Second, I am not confident that official rationing, once started, can be acceptably cabined. Singer goes into some detail in his essay about counting life years as the key to his rationing regime. That’s the practice of judging that this teenager should get the instant procedure or drug and that this senior citizen should not. The rationale is that the teenager will continue to live for many decades, whereas the senior…well, the end is nigh. But in practice, it seems unlikely that the teenager would be much featured in the analysis conducted by the grey suits. In practice it seems that what would be before the grey suit would be the senior and his need. And the grey suit would say no; not no as between the senior and a similarly situated teenager, but just plain no.

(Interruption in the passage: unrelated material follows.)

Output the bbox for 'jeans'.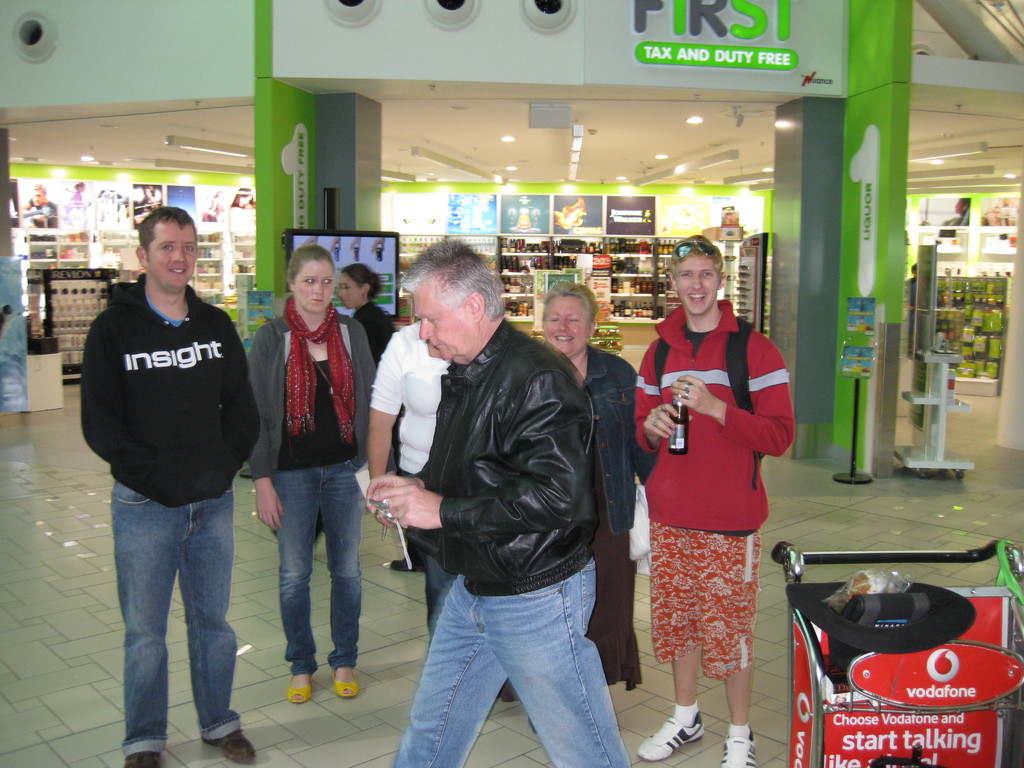
bbox(253, 459, 369, 705).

That is to say, because young people are not often in need of expensive medical care, and in any case because identical needs by opposing class members will seldom be coincident in time, the rationing conducted would be in the form of a denial of a single need, not as between a need and a greater need. Or, put another way, the greater need referenced would be that hoary need that has been the benevolent altar baptized by so much human misery down the years. And it is insatiable.
Regarding the way forward, I find myself in agreement with Charles Krauthammer. He advocates radical tort reform and a stark move away from the employer-provided health insurance paradigm. But however you come down on the health care issue, it seems folks of good faith (i.e. not those ideologues who view government run health care as a tool for realigning the American people into dependency on the government, and so are for it regardless of content; nor again those who seem to be using the extant debate as an excuse to riot) can agree at least to this: that the legislators actually read and understand whatever final thing they end up voting on. They will be, after all, one way or the other, committing all of us. They should be charged with a better explanation than “we’ll see” when asked what they have done.